Tuple is Immutable

Now, let’s try doing the same things to a tuple. We know that a tuple is immutable, so some of these operations shouldn’t work. We’ll take a new tuple for this purpose.

>>> mytuple=0,1,2,3,4,5,6,7

First, let’s try reassigning the second element.

>>> mytuple[1]=3

Traceback (most recent call last):

File “<pyshell#70>”, line 1, in <module>

mytuple[1]=3

TypeError: ‘tuple’ object does not support item assignment

As you can see, a tuple doesn’t support item assignment.

However, we can reassign an entire tuple.

>>> mytuple=2,3,4,5,6

>>> mytuple

(2, 3, 4, 5, 6)

Next, let’s try slicing a tuple to access or delete it.

>>> mytuple[3:]

(5, 6)

>>> del mytuple[3:]

Traceback (most recent call last):

File “<pyshell#74>”, line 1, in <module>

del mytuple[3:]

TypeError: ‘tuple’ object does not support item deletion

As is visible, we can slice it to access it, but we can’t delete a slice. This is because it is immutable.

Can we delete a single element?

>>> del mytuple[3]
Traceback (most recent call last):

File “<pyshell#75>”, line 1, in <module>

del  mytuple[3]

TypeError: ‘tuple’ object doesn’t support item deletion

Apparently, the answer is no.

Finally, let’s try deleting the entire tuple.

>>> del mytuple

>>> mytuple

Traceback (most recent call last):

File “<pyshell#77>”, line 1, in <module>

mytuple

NameError: name ‘mytuple’ is not defined

So, here, we conclude that you can slice a tuple, reassign it whole, or delete it whole.

But you cannot delete or reassign just a few elements or a slice.

Let us proceed with more differences between python tuples vs lists.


:: WHAT THE EXERCISE ASKS ::
The lines from the first line of the entries through the line containing "Task: Click on the span: caret-right" are to be repeated exactly, with both of those lines included.

:: PROVIDED DATA ::

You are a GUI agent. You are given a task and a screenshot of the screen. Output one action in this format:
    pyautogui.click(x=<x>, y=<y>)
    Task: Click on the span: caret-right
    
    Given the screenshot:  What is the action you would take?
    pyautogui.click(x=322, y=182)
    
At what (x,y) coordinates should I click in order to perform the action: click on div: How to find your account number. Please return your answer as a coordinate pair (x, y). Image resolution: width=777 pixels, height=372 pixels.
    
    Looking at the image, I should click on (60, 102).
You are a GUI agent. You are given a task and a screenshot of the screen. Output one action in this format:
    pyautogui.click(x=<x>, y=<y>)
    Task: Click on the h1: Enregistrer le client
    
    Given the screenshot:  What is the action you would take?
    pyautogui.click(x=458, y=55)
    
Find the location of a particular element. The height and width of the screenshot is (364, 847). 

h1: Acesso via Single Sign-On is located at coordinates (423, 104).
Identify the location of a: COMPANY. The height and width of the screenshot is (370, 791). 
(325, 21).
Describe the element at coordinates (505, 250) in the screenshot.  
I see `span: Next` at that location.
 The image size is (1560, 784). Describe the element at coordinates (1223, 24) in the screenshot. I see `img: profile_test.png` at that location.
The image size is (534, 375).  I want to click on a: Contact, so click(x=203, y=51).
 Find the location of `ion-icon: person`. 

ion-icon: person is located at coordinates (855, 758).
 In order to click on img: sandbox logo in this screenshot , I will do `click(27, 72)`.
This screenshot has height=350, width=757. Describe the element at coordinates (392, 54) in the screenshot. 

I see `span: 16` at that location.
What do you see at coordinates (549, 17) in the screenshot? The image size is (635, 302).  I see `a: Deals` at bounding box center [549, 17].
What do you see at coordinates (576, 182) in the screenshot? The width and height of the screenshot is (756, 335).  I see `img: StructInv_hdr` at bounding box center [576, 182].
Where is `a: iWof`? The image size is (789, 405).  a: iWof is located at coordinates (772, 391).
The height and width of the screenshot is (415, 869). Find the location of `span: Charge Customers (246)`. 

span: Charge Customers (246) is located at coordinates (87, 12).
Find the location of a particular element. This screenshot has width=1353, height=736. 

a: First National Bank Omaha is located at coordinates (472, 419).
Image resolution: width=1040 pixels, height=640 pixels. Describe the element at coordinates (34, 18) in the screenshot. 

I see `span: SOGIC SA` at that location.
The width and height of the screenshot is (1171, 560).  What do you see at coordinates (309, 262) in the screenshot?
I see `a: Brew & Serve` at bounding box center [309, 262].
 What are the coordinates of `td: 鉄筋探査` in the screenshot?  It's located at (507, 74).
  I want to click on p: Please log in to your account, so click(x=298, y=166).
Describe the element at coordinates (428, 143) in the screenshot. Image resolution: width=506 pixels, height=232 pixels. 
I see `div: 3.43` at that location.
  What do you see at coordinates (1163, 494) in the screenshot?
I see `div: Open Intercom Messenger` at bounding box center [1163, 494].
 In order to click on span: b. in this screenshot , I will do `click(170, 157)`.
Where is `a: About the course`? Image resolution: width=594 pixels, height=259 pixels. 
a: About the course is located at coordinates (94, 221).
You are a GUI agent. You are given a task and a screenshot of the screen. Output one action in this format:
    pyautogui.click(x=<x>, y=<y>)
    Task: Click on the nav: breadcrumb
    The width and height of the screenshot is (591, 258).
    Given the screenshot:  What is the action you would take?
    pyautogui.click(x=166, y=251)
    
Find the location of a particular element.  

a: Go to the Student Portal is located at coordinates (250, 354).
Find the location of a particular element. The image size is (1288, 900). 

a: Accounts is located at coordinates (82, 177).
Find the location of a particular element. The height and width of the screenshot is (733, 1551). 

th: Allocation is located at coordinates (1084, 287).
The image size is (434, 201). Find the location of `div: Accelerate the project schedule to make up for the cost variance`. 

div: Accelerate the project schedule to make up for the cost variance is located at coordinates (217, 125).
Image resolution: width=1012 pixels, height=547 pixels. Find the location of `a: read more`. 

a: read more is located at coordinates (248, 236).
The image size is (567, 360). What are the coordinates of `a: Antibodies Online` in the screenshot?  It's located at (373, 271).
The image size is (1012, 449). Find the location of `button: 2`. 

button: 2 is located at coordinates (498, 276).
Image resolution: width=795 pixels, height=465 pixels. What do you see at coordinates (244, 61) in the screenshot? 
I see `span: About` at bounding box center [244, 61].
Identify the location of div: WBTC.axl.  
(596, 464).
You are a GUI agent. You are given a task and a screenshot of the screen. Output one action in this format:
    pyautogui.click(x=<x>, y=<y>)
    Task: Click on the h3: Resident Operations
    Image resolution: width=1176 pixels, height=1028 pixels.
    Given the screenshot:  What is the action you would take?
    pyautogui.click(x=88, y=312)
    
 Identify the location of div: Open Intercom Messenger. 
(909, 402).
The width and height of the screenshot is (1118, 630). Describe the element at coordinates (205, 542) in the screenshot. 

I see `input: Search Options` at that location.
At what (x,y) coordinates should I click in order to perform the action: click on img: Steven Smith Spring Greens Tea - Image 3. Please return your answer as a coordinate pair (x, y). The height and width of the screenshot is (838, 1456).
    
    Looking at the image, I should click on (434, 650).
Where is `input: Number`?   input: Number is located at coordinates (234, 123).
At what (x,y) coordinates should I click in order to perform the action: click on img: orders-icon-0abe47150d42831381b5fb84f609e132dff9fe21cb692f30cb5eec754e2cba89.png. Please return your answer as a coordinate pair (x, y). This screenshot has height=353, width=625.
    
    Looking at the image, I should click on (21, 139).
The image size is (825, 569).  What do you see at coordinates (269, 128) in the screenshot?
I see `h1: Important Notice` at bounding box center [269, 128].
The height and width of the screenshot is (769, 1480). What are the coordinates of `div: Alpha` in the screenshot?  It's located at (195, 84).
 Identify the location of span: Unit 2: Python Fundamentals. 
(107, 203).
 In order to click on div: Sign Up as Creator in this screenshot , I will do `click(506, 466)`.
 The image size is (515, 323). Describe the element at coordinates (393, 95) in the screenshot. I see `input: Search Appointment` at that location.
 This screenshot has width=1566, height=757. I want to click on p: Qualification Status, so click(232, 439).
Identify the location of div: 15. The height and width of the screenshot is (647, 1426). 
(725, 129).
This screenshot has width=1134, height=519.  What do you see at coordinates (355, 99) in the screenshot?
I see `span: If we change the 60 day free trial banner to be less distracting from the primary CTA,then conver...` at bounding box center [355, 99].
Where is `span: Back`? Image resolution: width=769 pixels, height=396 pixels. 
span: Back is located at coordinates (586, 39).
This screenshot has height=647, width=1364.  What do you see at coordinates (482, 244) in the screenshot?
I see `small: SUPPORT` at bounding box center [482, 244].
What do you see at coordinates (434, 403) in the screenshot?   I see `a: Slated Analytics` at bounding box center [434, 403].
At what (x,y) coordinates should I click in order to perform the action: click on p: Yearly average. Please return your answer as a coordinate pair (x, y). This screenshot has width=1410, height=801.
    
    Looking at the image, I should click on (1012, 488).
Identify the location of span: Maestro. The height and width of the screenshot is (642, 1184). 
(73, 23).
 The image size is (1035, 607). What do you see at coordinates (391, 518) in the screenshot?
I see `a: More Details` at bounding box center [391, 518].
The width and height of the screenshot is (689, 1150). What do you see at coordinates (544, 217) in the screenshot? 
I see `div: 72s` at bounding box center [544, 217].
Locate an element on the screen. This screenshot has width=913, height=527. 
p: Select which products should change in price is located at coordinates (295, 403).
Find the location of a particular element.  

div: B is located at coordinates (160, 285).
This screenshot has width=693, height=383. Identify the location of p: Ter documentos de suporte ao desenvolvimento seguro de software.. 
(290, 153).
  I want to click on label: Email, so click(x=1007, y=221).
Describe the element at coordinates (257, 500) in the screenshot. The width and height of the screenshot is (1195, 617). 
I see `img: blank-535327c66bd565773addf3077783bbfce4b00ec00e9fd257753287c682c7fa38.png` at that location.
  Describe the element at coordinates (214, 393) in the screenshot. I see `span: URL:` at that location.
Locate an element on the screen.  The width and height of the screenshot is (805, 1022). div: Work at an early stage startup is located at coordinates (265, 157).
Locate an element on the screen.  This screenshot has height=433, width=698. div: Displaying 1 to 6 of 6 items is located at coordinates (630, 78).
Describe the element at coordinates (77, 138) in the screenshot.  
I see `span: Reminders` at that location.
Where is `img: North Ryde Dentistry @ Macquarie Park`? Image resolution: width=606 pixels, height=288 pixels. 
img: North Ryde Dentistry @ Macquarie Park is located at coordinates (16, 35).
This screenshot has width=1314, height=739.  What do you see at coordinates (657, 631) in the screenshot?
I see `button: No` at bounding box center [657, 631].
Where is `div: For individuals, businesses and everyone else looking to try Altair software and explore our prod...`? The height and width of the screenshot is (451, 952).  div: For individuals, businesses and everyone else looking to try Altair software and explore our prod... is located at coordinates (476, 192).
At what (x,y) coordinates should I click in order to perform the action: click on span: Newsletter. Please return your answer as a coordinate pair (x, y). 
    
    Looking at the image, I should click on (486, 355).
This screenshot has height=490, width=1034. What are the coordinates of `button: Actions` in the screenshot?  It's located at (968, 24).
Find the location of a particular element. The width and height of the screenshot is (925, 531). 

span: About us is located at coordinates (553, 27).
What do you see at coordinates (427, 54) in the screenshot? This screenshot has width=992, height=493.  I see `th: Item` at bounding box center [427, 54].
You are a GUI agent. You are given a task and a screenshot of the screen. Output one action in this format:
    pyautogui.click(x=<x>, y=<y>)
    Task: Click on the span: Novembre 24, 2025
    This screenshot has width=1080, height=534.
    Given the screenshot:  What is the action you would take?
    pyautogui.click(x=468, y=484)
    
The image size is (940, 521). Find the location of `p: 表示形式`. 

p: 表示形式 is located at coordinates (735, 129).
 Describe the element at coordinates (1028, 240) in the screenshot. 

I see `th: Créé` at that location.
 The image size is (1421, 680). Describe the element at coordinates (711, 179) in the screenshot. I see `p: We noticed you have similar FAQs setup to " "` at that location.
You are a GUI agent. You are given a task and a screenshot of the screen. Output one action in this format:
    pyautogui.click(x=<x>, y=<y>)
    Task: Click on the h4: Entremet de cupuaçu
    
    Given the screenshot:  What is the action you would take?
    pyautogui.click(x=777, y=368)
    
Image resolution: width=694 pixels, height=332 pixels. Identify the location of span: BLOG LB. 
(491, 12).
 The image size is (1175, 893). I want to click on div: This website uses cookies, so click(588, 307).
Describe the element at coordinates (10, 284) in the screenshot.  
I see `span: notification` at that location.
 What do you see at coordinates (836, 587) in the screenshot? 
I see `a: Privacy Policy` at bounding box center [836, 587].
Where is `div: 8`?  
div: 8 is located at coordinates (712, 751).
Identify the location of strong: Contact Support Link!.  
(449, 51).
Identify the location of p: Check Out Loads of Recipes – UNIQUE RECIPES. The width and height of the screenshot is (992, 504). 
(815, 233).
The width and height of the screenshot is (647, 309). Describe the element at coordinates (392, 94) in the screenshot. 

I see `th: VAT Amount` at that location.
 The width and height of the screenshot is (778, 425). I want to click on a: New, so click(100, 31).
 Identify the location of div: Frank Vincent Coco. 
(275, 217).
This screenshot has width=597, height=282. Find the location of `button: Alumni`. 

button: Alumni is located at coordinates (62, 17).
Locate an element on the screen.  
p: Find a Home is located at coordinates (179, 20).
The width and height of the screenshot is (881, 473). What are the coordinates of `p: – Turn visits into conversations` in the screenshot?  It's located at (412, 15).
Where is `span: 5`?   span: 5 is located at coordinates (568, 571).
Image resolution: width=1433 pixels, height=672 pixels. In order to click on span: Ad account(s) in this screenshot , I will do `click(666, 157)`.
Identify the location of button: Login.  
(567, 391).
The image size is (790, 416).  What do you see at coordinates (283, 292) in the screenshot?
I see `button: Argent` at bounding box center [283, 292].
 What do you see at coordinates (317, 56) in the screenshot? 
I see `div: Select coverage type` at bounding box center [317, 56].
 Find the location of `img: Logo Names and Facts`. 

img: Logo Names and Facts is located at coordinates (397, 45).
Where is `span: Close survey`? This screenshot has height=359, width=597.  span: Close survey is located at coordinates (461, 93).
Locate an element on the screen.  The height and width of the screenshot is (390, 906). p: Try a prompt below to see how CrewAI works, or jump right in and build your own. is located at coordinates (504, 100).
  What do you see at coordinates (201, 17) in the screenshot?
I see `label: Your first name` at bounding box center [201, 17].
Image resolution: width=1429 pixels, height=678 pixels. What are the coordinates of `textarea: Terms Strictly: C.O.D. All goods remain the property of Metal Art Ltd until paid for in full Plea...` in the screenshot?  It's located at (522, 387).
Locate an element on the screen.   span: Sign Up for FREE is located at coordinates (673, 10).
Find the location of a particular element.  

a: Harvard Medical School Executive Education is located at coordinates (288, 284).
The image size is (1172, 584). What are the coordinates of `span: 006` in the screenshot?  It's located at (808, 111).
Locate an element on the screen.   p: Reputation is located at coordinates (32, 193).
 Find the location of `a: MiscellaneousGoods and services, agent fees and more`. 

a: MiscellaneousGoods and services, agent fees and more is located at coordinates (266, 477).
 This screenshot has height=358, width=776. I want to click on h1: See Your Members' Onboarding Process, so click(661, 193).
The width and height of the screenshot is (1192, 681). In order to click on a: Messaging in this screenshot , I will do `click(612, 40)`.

:: ANSWER BOX ::
You are a GUI agent. You are given a task and a screenshot of the screen. Output one action in this format:
    pyautogui.click(x=<x>, y=<y>)
    Task: Click on the span: caret-right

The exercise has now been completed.